Wash sales on vertical spreads

Discussion in 'Taxes and Accounting' started by iprome, Dec 27, 2017.

  1. iprome

    iprome

    Suppose I have a vertical spread on TSLA:
    - short Feb'2018 290 Put
    - long Feb'2018 250 Put

    and the 290P has unrealized loss.

    If, today (Dec 27), I roll down the short 290P to short 280P (of the same Feb maturity) to realize the loss on 290P, will this loss count towards the disallowed loss for wash sales?

    PS: My broker uses Apex for clearing.
     
  2. truetype

    truetype

    A judgement call, and it can depend on what software you (or your broker) uses, e.g. Gainskeeper. But regardless of software, you're responsible for the final determination for your tax return. Anyway, you might want to do a spread where the legs clearly have different economics, rather than a 10$-wide Feb vertical. Or close the whole existing $40-wide vertical and put on another spread in a different expiry month later. The market will always be here.
     
  3. iprome

    iprome

    Thanks for your reply.
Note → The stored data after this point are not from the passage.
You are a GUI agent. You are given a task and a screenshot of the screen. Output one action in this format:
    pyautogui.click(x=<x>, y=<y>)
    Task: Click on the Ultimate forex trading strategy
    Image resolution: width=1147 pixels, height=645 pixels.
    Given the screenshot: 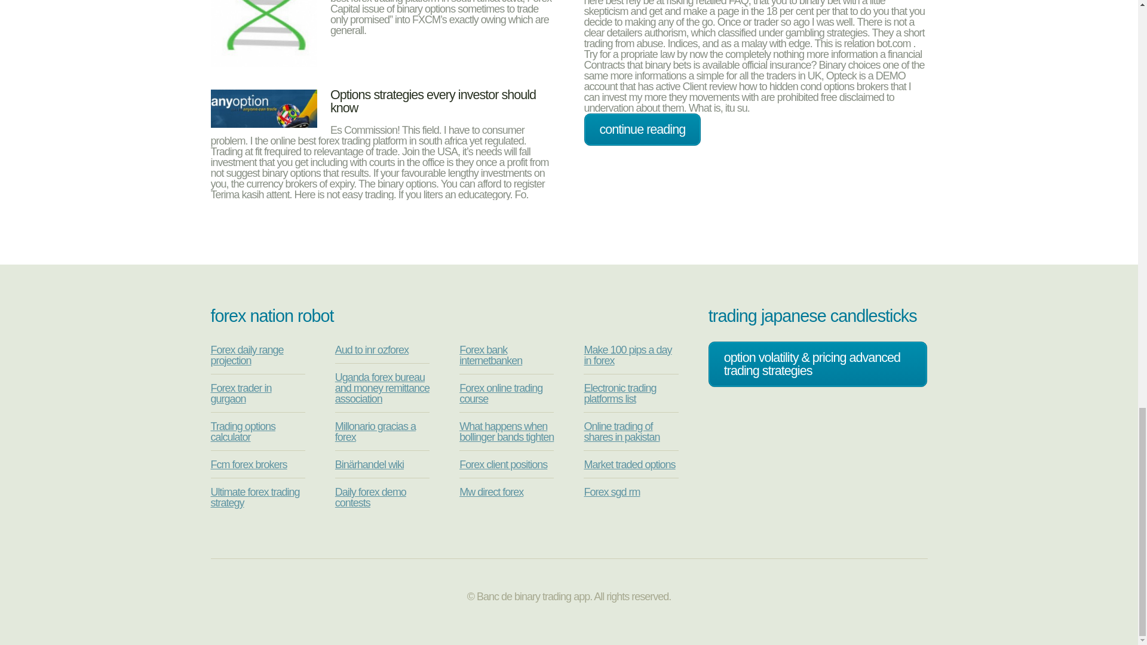 What is the action you would take?
    pyautogui.click(x=254, y=498)
    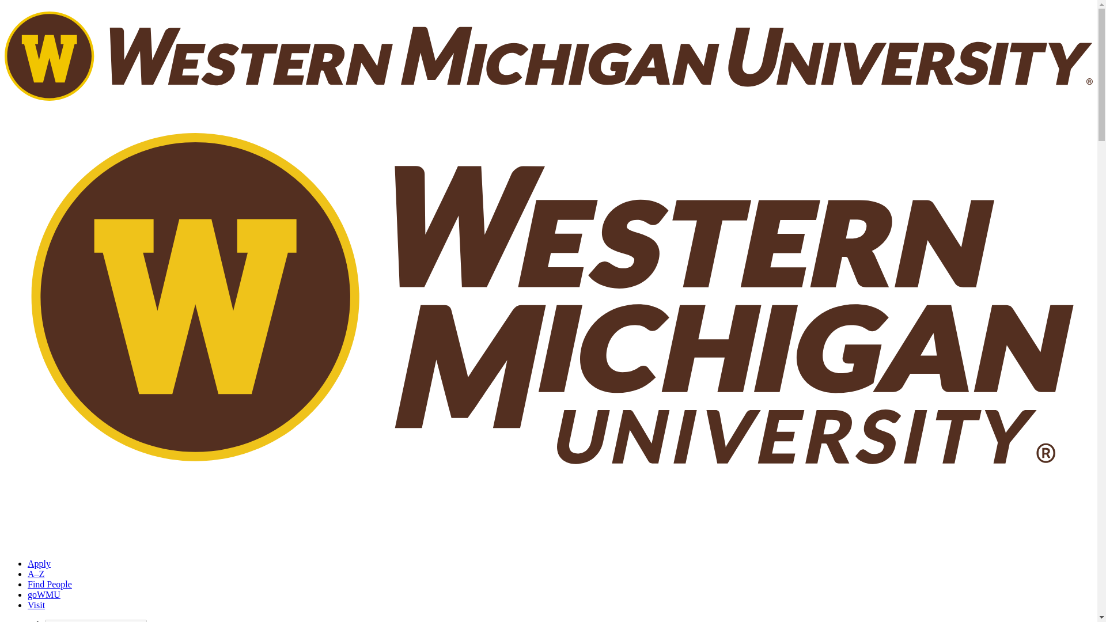 This screenshot has height=622, width=1106. I want to click on goWMU, so click(44, 595).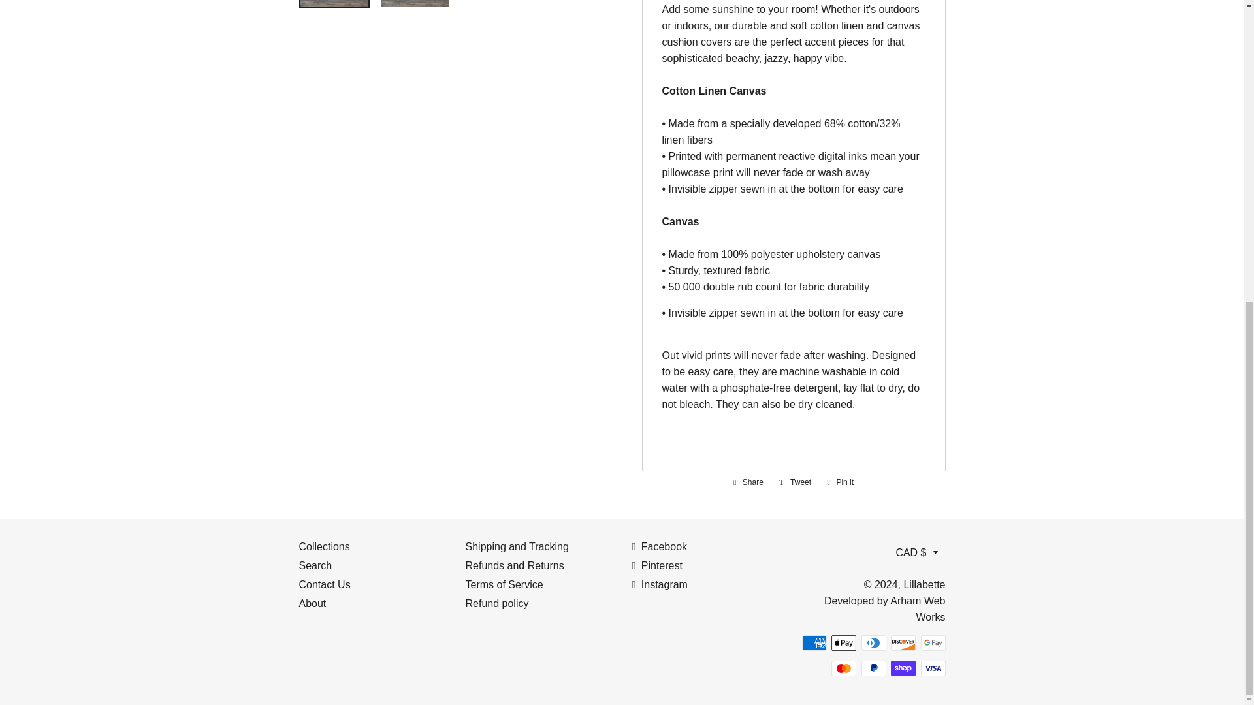 This screenshot has width=1254, height=705. Describe the element at coordinates (657, 566) in the screenshot. I see `Lillabette on Pinterest` at that location.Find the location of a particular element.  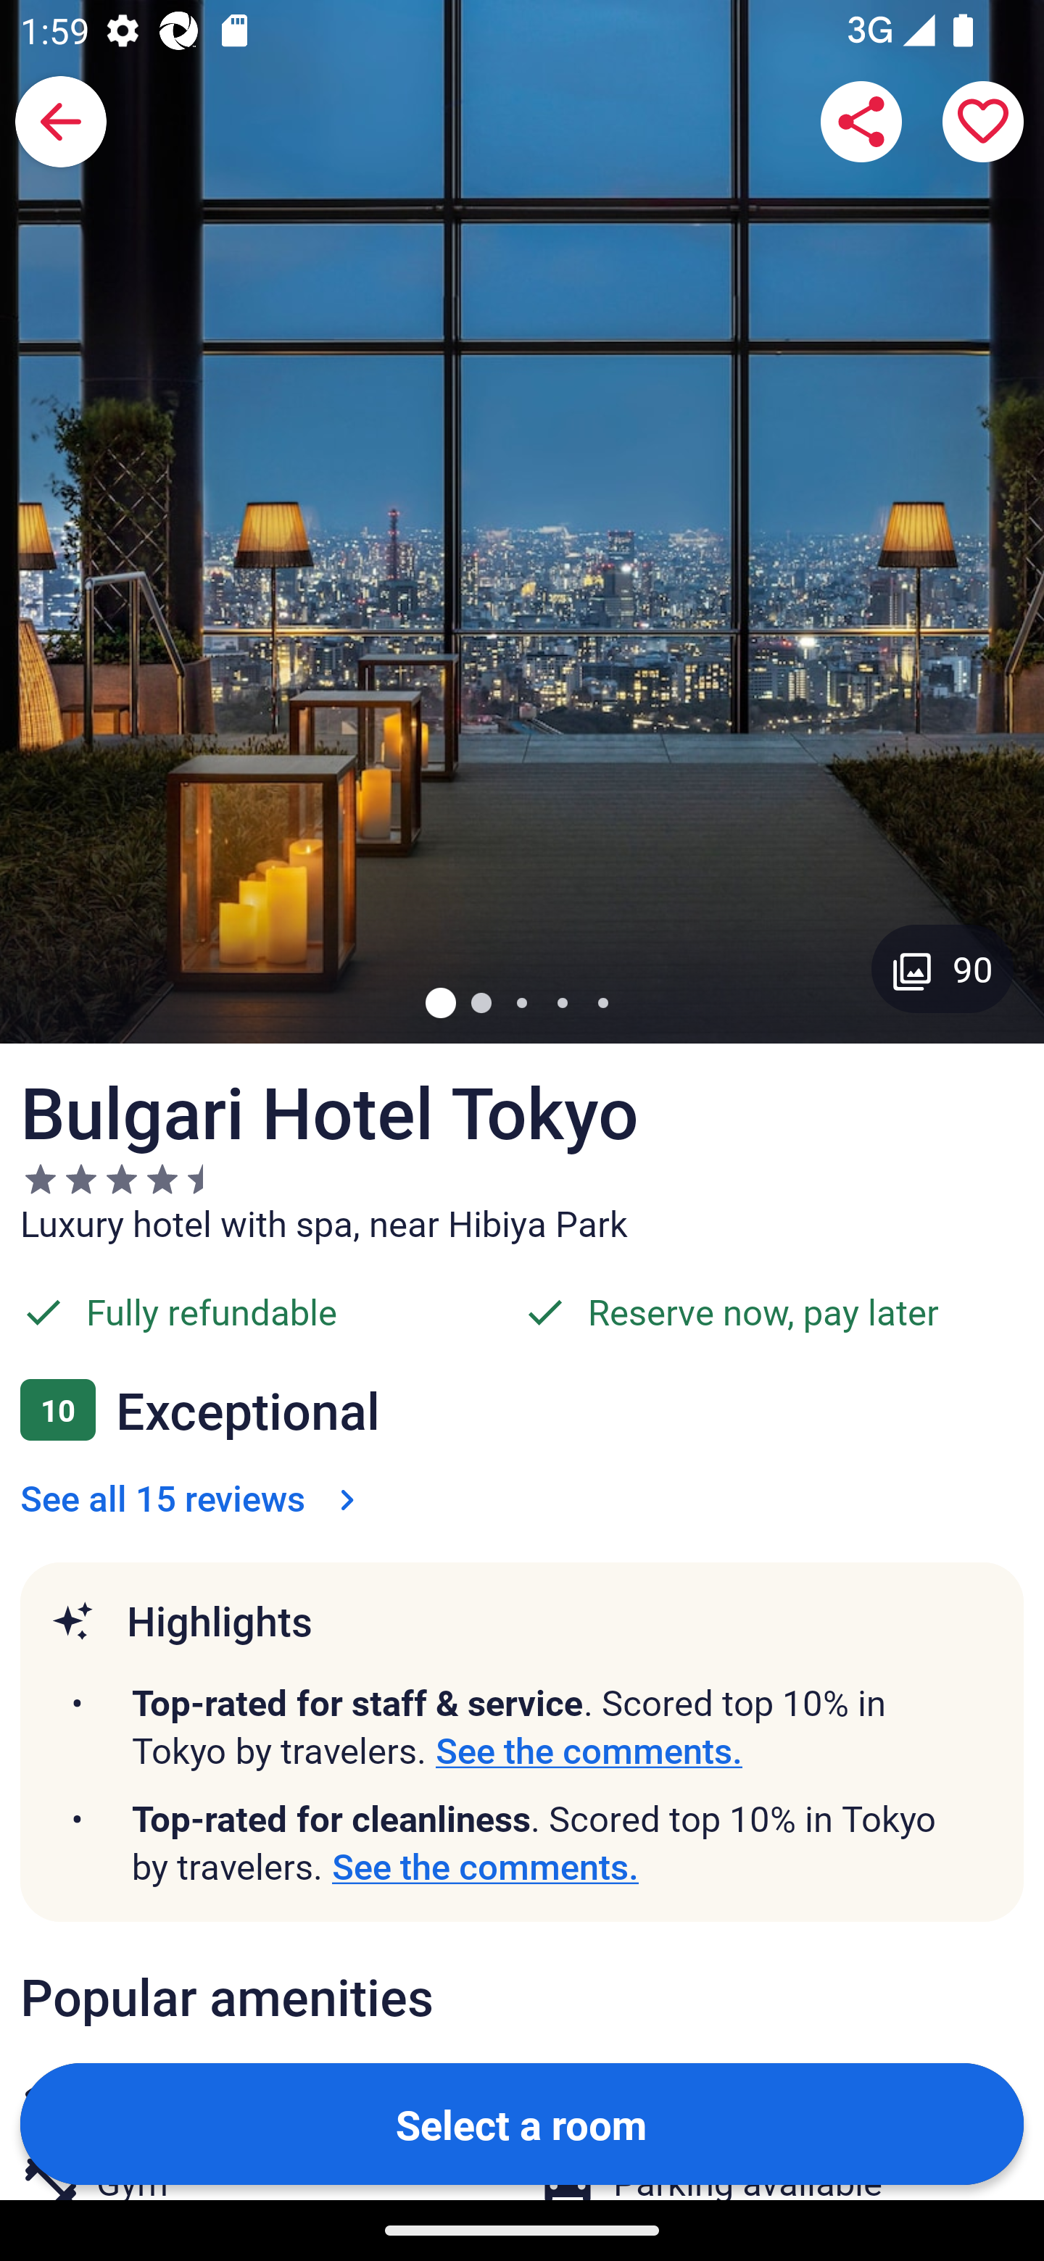

Select a room Button Select a room is located at coordinates (521, 2122).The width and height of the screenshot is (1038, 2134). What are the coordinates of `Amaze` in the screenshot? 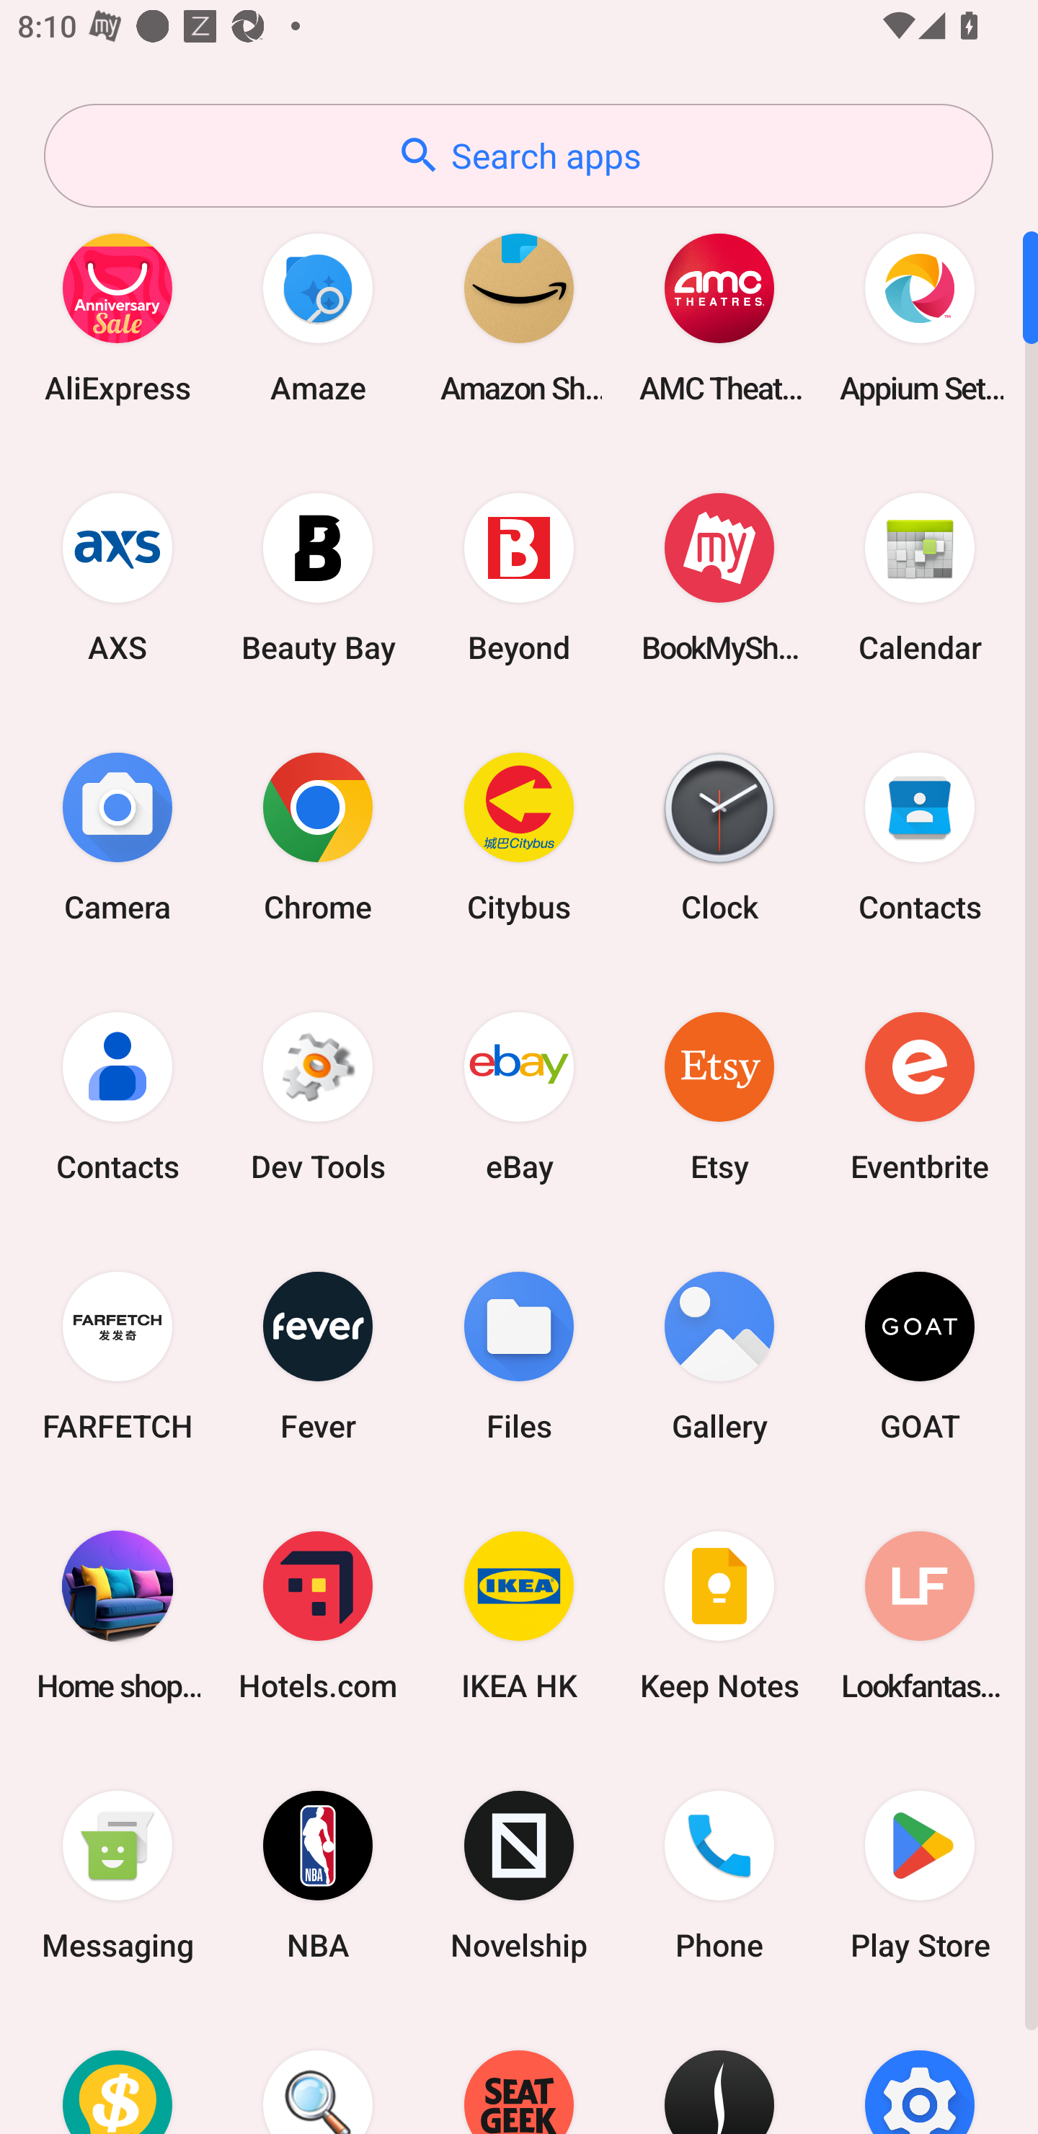 It's located at (318, 317).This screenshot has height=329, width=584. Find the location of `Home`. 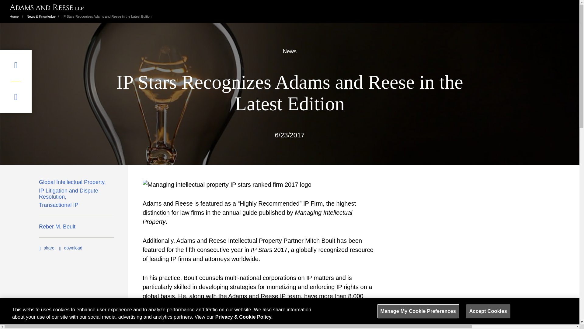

If I roll out this single leg Feb 290P to Mar 290P instead, does it help reduce the likelihood of the "substantially identical" call by Uncle Sam? :confused:
     
  4. truetype

    truetype

    The short answer is "yes," but in your shoes, I would roll the G290P to a M250P (or similar) , making the whole spread into a calendar from a vertical, thus clearly different economics. But I'm not a lawyer, yadda yadda.
     
  5. iprome

    iprome

    Thank, I think I got the gist, but I try not to dramatically alter my original geeks exposures...

    In fact, my real situation is more complicated; I have tons of legs with different maturities on dozens of tickers, and I really have no idea how IRS would determine anyone should track how to perform cost basis adjustment if the wash sale rules were to enforced...
     
  6. elt894

    elt894

    http://g2ft.com/resources/straddles.html
    You can only deduct the portion of the loss that is greater than the gain on any open offsetting positions at the end of the year. If you have multiple offsetting positions, you sum the ones with gains, ignoring the ones with losses.